There was a day early in my time as a Software Engineer at a new firm, just a couple of months in. Like with most tech companies, the systems, terminologies, projects, and languages were all new to me. Having already gone through a few job switches in my career, I had come to expect this.
I was assigned a project and paired with another team member who had more context about the work. We started collaborating asynchronously — initially I worked beside him at his desk for a few days, and things started to click. After that, I decided to work on my own and only reach out if I hit a wall or needed clarification.
The Failure
Fast forward a couple of weeks — there was a big failure. I spent the entire day trying to wrap my head around the issue, running through potential solutions. Nothing worked. By day two, I was stuck.
During a casual conversation with one of the senior engineers on the team, I mentioned the ongoing issue. He asked who I was working with and why I hadn’t reached out to others. I explained that my single point of contact was equally clueless, and the bug only affected a small part of the deployment process — everything else had worked fine initially.
The Advice
That’s when he gave me some of the most valuable advice I’ve received as a junior and mid-level engineer:
Timebox your failures.
After you’ve tried different solutions and hit a wall, reach out to a wider audience — people who might have context. Don’t fail silently. Whether it’s through Slack channels or other platforms, reaching out to those who work on related issues could be what unblocks you.
He was right. I had been stuck for two days, making little to no progress, while my team — including my manager — probably thought things were just moving slower than expected.
What Happened Next
I started reaching out to different Slack channels, providing enough context about the issue and the solutions I’d already tried.
Within an hour, someone pointed out the problem. It was a silly bug caused by a nested service where a naming convention error was returning a 400 Bad Request. I would never have found it on my own if I hadn’t asked for help at the right time.
The Takeaway
Timeboxing work is important — but timeboxing failures and reaching out for help after you’ve given it your best shot is crucial to a software engineer’s growth.
Failing silently doesn’t make you look independent. It makes you invisible. Ask early enough that someone can still help you.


_TASK STATEMENT_
Which of the lines below contain the string "Enquiry"? Pull each one out of the data.

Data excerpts
-----

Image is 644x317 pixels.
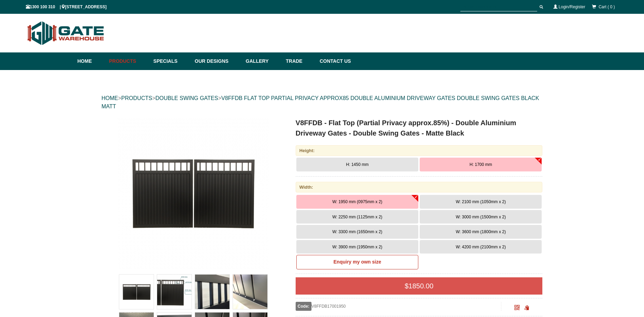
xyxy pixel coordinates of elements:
a: Specials [150,53,191,70]
b: Enquiry my own size [334,259,381,265]
span: W: 4200 mm (2100mm x 2) [456,245,506,249]
span: W: 3000 mm (1500mm x 2) [456,215,506,220]
span: W: 3900 mm (1950mm x 2) [332,245,382,249]
a: Our Designs [191,53,242,70]
button: W: 2100 mm (1050mm x 2) [420,195,542,209]
span: W: 3300 mm (1650mm x 2) [332,229,382,234]
button: W: 2250 mm (1125mm x 2) [297,210,418,224]
span: W: 3600 mm (1800mm x 2) [456,229,506,234]
img: V8FFDB - Flat Top (Partial Privacy approx.85%) - Double Aluminium Driveway Gates - Double Swing G... [233,275,267,309]
div: Height: [296,145,543,156]
a: Home [78,53,106,70]
span: W: 2100 mm (1050mm x 2) [456,200,506,204]
span: Code: [296,302,312,311]
a: V8FFDB - Flat Top (Partial Privacy approx.85%) - Double Aluminium Driveway Gates - Double Swing G... [102,118,285,269]
button: W: 3900 mm (1950mm x 2) [297,240,418,254]
button: W: 3600 mm (1800mm x 2) [420,225,542,239]
img: V8FFDB - Flat Top (Partial Privacy approx.85%) - Double Aluminium Driveway Gates - Double Swing G... [195,275,229,309]
span: H: 1450 mm [346,162,368,167]
a: PRODUCTS [121,95,152,101]
button: W: 3000 mm (1500mm x 2) [420,210,542,224]
div: > > > [102,87,543,118]
button: W: 4200 mm (2100mm x 2) [420,240,542,254]
a: V8FFDB FLAT TOP PARTIAL PRIVACY APPROX85 DOUBLE ALUMINIUM DRIVEWAY GATES DOUBLE SWING GATES BLACK... [102,95,539,109]
div: $ [296,277,543,295]
a: DOUBLE SWING GATES [156,95,218,101]
h1: V8FFDB - Flat Top (Partial Privacy approx.85%) - Double Aluminium Driveway Gates - Double Swing G... [296,118,543,138]
a: Click to enlarge and scan to share. [515,306,520,311]
a: Login/Register [558,5,585,9]
img: V8FFDB - Flat Top (Partial Privacy approx.85%) - Double Aluminium Driveway Gates - Double Swing G... [118,118,269,269]
a: HOME [102,95,118,101]
span: Cart ( 0 ) [599,5,615,9]
a: Enquiry my own size [297,255,418,269]
span: W: 2250 mm (1125mm x 2) [332,215,382,220]
button: W: 3300 mm (1650mm x 2) [297,225,418,239]
span: Click to copy the URL [524,305,529,311]
a: Gallery [242,53,282,70]
a: Products [106,53,150,70]
a: Trade [282,53,316,70]
img: V8FFDB - Flat Top (Partial Privacy approx.85%) - Double Aluminium Driveway Gates - Double Swing G... [119,275,154,309]
button: H: 1450 mm [297,158,418,172]
img: Gate Warehouse [26,17,106,49]
div: V8FFDB17001950 [296,302,501,311]
span: 1300 100 310 | [STREET_ADDRESS] [26,5,107,9]
span: H: 1700 mm [470,162,492,167]
button: W: 1950 mm (0975mm x 2) [297,195,418,209]
span: 1850.00 [409,282,434,290]
a: Contact Us [317,53,351,70]
button: H: 1700 mm [420,158,542,172]
input: SEARCH PRODUCTS [460,3,537,11]
span: W: 1950 mm (0975mm x 2) [332,200,382,204]
img: V8FFDB - Flat Top (Partial Privacy approx.85%) - Double Aluminium Driveway Gates - Double Swing G... [157,275,191,309]
div: Width: [296,182,543,193]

-----

_WRITTEN REPLY_
b: Enquiry my own size [334,259,381,265]
a: Enquiry my own size [297,255,418,269]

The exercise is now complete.